Funny, I saw an article today on HuffPo (haven't read it) whose title speculates having Joe Biden resign. The brief implies that it would help the party overall.... as if Joe bleieping Biden is the - or even "A" - problem.
Maybe inside the bubble he's a problem. But imelt, daly, geithner, bernake, sperling, and the crew of right wingers and political hacks that Obama brought in and fights for are and have been the problem. If there's any one individual whose retirement could help advance the Democratic Party values, it's Obama's. Almost any good Dem could fare well against any of the republican hopefuls. Obama is far less special than many people want to admit.
You were right to think you got it all in the headline.
There is only one solution, eliminate everyone in Washington, DC forthwith and elect a whole new group of DRAFTED governors without parties, campaigning, contributions, conventions. They'll recognize their oath of office mean WITH THEIR LIVES or be impeached for failure to achieve the preamble to the constitution. I'm willing to take the most dangerous position, the presidency, as http://www.change.org/petitions/eliminate-capitalistic-military-regime shows since to "overturn the money changers" requires getting killed in the process. If what is written that Jesus id is true, I know how he did it and will take "the bitter cup" of discarnating.

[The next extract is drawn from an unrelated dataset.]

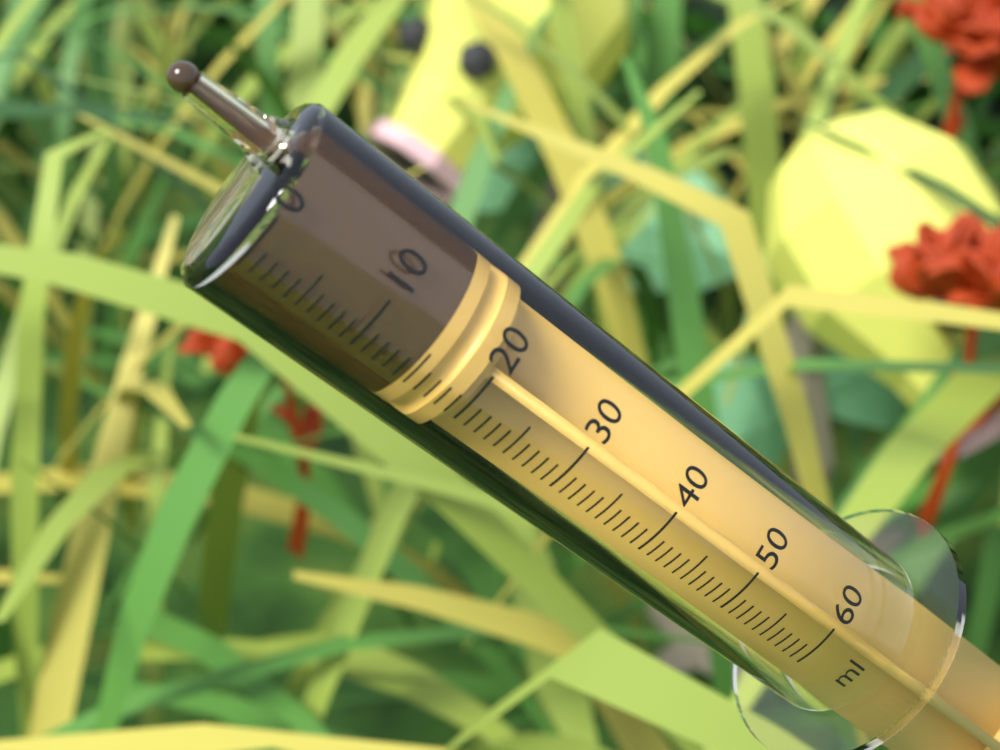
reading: 15 ml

President Obama's trying to win them over demonstrates his stubborn naiveté or is the realization that there is no way a black president can survive even one term in office without some protection from the top CEO's of Corporate America. Congress, the president and political behind the scenes staff have all been bought and sold. Wall Street protesters realize they may represent the majority of Americans who want change, but a majority is no longer how change happens and people get livable incomes. It takes money and centralized power. This is not a populist nation as envisioned by Thomas Jefferson. This is a capitalistic nation as envisioned by the wealthy few who push all the buttons. Those with the money have the power. Which ones qualify to own that distinction? The big banks, the Energy Companies, the pharmaceutical and medical establishment, Big Insurance Companies who are biding their time to repeal what the Democrats pushed through, the Investor class who rely on their dividends, the top military brass and Industrial complex that supports wars and the ignorant faithful who will die Republicans. That is a tough lot to buck. They hold and money and the power. Corporate Media, commercially driven and owned by large corporations won't help the landscape change. Their financial loyalties are fixed. Amos was right: greed, deceit and cruelty will fail.

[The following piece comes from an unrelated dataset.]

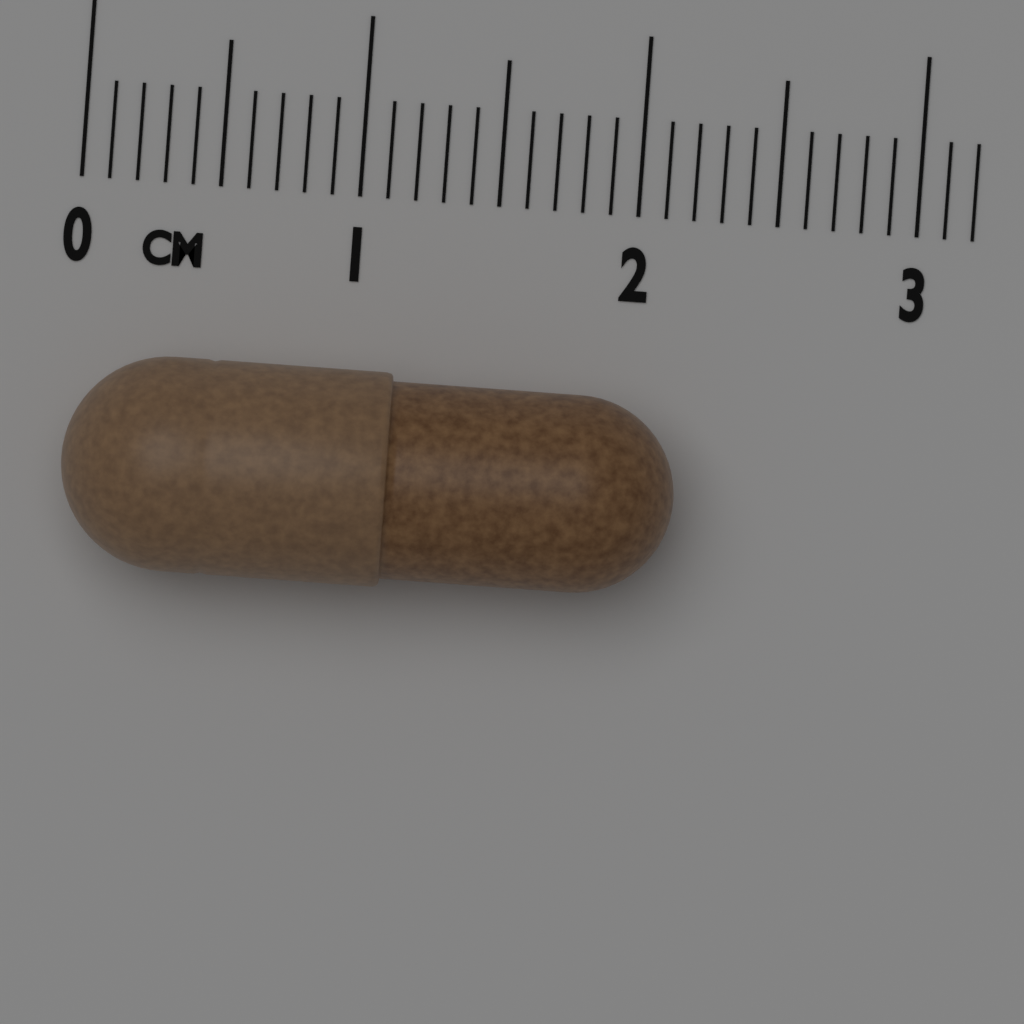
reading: 2.2 cm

Cain's tax plan (Which, by the way, I do not think came from Sim City) is oversimplified and according to economists who are NOT 'That friend of mine in Chicago', not the type that will increase revenue OR encourage growth. Romney is a perfect example of standing for the 1% over everything else; take a look at what he HAS flip-flopped on, and what he has NOT, and you can see his priorities clear as day there. Bachmann is well into 'danger stupid' with her documented complete inability to tell a reputable scientific source from a street bum. Perry is an economic failure who has been squeaking by solely based on Texas' natural resources and the fact that they actually BENEFIT from higher oil prices, and when you adjust from him being the governor of Texas instead of say, Alabama, you get a much clearer picture of his inability.

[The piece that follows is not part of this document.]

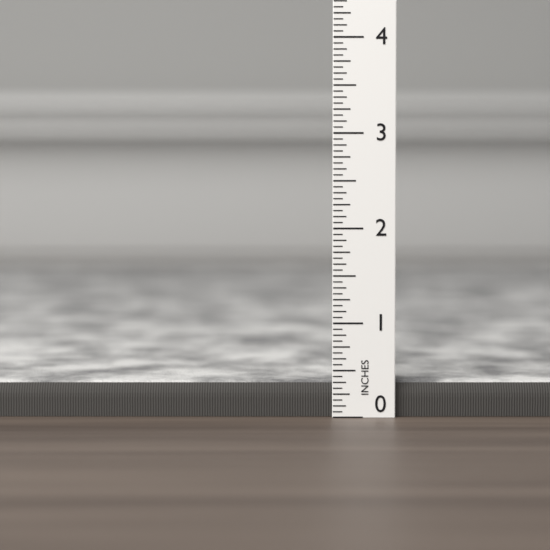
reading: 0.3750 in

There's a couple of nice GOP candidates out there. Johnson and Huntsman are the two best. I'd probably vote for either of them over Obama. But most of the GOP is dangerously stupid right now. Which is worse then just stupid.
Well now, I wasn't there but if you can, please tell me. When Romney offered up that pile of steam, did the cadets cheer and applaud as if their champion just won the gold? You never really know why those cadets cheer anyway. Somebody could've said free beer! Ha! If America leads the entire world, somebody might want to remind the entire world. As a country America is like an irresistibly charming child who occasionally has very bad nightmares. In time she will mature and be that shining beacon on the hill to the world. Until then, bear the pain as best you can.